Tuesday, 14 April 2009
Some resources from the RAND Foundation 1
The Advent of Netwar
Although RAND are more usually associated with arcane studies relating to the projection of US force, quite a few of their publications are of interest to demonstrators. Here's three which contain much to get your teeth into!
The two works on netwar highlight decentralised forces as a future of warfare. But you'll note there's a chapter on Seattle in 'Networks and Netwar'. There's much that's applicable to how protesters can operate - and perhaps could have operated within the City of London recently. If the wars of the big battalions effectively went out in the 1940s and '50s, it's working in the past to concentrate forces of demonstrators - the future's to successfully disperse as was done on June 18.
Byting Back looks at how information can be gathered on insurgents - or protesters. The section on mobile phones alone ought to get people thinking of how they communicate.
If demonstrators are to succeed in the future as they deserve, then the information out there about insurgency and counterinsurgency should find a prominent place on reading lists. This is by no means to suggest that people should take up armed struggle. The tactics and methods of counterinsurgency are already being honed by the state - the surveillance society is, in my opinion, all about preparing for the day people do turn from protest to resistance to insurrection. So it's worth being prepared and taking applicable lessons from documents like these.
Monday, 13 April 2009
First things second
There are a number of reasons I set up this blog. Having contributed articles to a number of anarchist papers and websites over the years, I wanted somewhere of my own to put up information and views which interest me. And few other people seem to be doing what I'm interested in.
I've been to all the big 'offs' in London in the past two decades. But while I've learned a thing or three about public order policing in that time, many people still fall into the same tired traps. By airing some of the things I've taken on board, I hope that people getting involved now won't have to learn painful lessons the hard way. This blog doesn't seek to replicate what other people are doing well, for example the people at Fitwatch. Rather, I hope to complement what other people are doing by putting up some of the stories behind the development of policing and security in the UK.

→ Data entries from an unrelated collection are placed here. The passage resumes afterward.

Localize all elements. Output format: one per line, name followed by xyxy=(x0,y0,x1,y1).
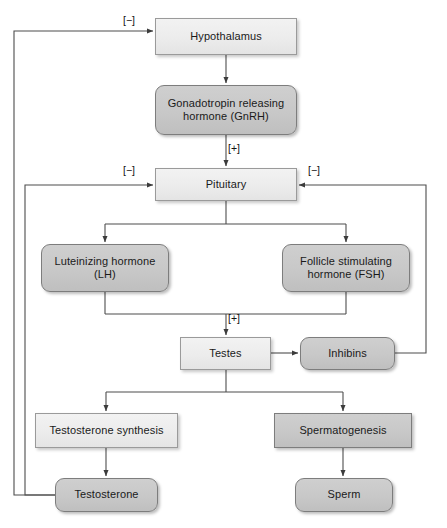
sign-label-negative-pituitary-left: [−] xyxy=(123,164,135,176)
node-gnrh-label: Gonadotropin releasing hormone (GnRH) xyxy=(160,97,292,124)
node-testes-label: Testes xyxy=(209,347,241,361)
edge-testosterone-feedback-pituitary xyxy=(25,185,153,495)
node-follicle-stimulating-hormone[interactable]: Follicle stimulating hormone (FSH) xyxy=(282,244,410,292)
node-hypothalamus-label: Hypothalamus xyxy=(190,30,262,44)
node-inhibins[interactable]: Inhibins xyxy=(300,337,395,370)
node-testosterone-label: Testosterone xyxy=(74,488,138,502)
sign-label-positive-gonadotropins-testes: [+] xyxy=(228,312,240,324)
node-spermatogenesis[interactable]: Spermatogenesis xyxy=(274,413,412,448)
node-pituitary-label: Pituitary xyxy=(206,178,247,192)
sign-label-positive-gnrh-pituitary: [+] xyxy=(228,142,240,154)
node-inhibins-label: Inhibins xyxy=(328,347,367,361)
node-pituitary[interactable]: Pituitary xyxy=(155,168,297,201)
node-sperm-label: Sperm xyxy=(328,488,361,502)
node-luteinizing-hormone[interactable]: Luteinizing hormone (LH) xyxy=(41,244,169,292)
node-gonadotropin-releasing-hormone[interactable]: Gonadotropin releasing hormone (GnRH) xyxy=(155,85,297,135)
node-lh-label: Luteinizing hormone (LH) xyxy=(46,255,164,282)
sign-label-negative-hypothalamus: [−] xyxy=(123,14,135,26)
node-sperm[interactable]: Sperm xyxy=(295,478,393,512)
sign-label-negative-pituitary-right: [−] xyxy=(308,164,320,176)
flowchart-container: Hypothalamus Gonadotropin releasing horm… xyxy=(0,0,447,528)
node-testosterone[interactable]: Testosterone xyxy=(55,478,158,512)
node-fsh-label: Follicle stimulating hormone (FSH) xyxy=(287,255,405,282)
node-testes[interactable]: Testes xyxy=(180,337,271,370)
node-spermatogenesis-label: Spermatogenesis xyxy=(299,424,386,438)
node-testosterone-synthesis[interactable]: Testosterone synthesis xyxy=(35,413,178,448)
node-hypothalamus[interactable]: Hypothalamus xyxy=(155,18,297,55)
node-testosterone-synthesis-label: Testosterone synthesis xyxy=(49,424,163,438)
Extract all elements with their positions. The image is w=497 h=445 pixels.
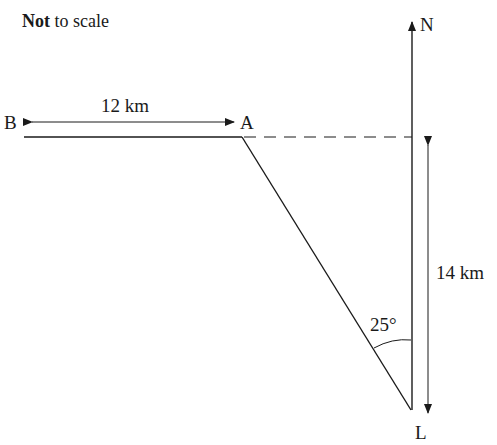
label-angle: 25° [370,315,397,334]
label-14km: 14 km [436,263,484,282]
bearing-diagram [0,0,497,445]
label-12km: 12 km [101,96,149,115]
label-b: B [4,113,17,132]
label-l: L [415,423,427,442]
label-a: A [240,113,254,132]
label-n: N [420,15,434,34]
line-al [242,137,411,410]
angle-arc [374,340,411,348]
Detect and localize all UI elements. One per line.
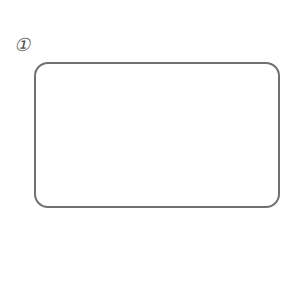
figure-label: ① xyxy=(14,36,30,54)
rounded-rectangle xyxy=(34,62,280,208)
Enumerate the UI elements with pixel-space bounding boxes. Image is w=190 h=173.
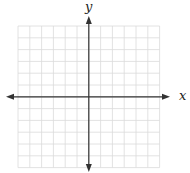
- coordinate-plane: x y: [0, 0, 190, 173]
- y-axis-label: y: [84, 0, 93, 14]
- x-axis-left-arrow-icon: [6, 94, 14, 100]
- x-axis-right-arrow-icon: [162, 94, 170, 100]
- axes: [6, 16, 170, 172]
- x-axis-label: x: [179, 88, 187, 103]
- y-axis-up-arrow-icon: [86, 16, 92, 24]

Some of these are 'sexy' things, to do with what's going on in the world of public order policing. But behind the TSG lies a whole hidden milieu of 'soft' policing which few people have as yet taken a decent look at. Take Safer Neighbourhood Teams, for example. This isn't simply bread and butter policing, there's a different agenda there. You don't get former TSG personnel, like the Lambeth SNT officer who was at the Poll Tax Riot, or people like Elaine Van Orden, in charge of SNTs in Hammersmith, late of the Met Police Specialist Training Centre at Gravesend, involved with Safer Neighbourhood Teams unless there's some sort of security or intelligence function there. There's VIIDO - the Visual Images, Identification and Detection Office - headed by DCI Mick Neville. You may recall that last year he said that only 3% of CCTV was of any use as evidence in court. He's making the running in the forensic use of CCTV. There's the Forward Intelligence Team, so ably covered by Fitwatch but only recently receiving the coverage in the mainstream press that they deserve.
All these things taken together add up to a network of policing intiatives, many apparently unobjectionable when taken singly, which combine to form a very worrying totality. A new academic discipline, surveillance studies, has started to look at part of this, at the new geographies and social implications of the 'surveillance society'. This has as yet not been accompanied by the 'security studies' which would put the developments of the last twenty or more years into a proper perspective. There's scope for scores of academic careers here: but, more importantly, the new trends have not been placed into context for the people who really should know about them, the man and woman in the street.
What appears to be happening is the formation of a counter-insurgency state without an insurgency as yet. Jihadist terrorism does not predate the start of this trend, but is used to justify it. The state's strategy appears to be to put in place the lessons from the north of Ireland plus extra initiatives to preempt any insurgency and to create threats where none exist, such as the furores over the Climate Camps or anarchist demonstrations. Playing a long game, the state, not simply the Labour party, is putting into place a host of organisations devoted to keeping tabs on what's going on. Although not on the scale of the Total Awareness projects of the US military as yet, what is being established should worry everyone who simply wants a bit of privacy, as well as people whose goal is changing society for the better.
Anyway, that's what this blog's about. I hope you'll find it interesting enough to return to.
Sunday, 12 April 2009
Public order resources 1
Kettling's very much in the news at the moment. But that's just one public order tactic. People will continue to get kettled as long as they don't know about the policing of public order, which is the subject of this blog. Here are two documents to get you started thinking about public order policing, one from the Association of Chief Police Officers and one from the US Army. The US Army manual goes through the panoply of police (and military) responses to disturbances, and reading it will give you a better idea of how the police gain and maintain control of a disturbance.
US Army Field Manual on Civil Disturbance Operations (large pdf!)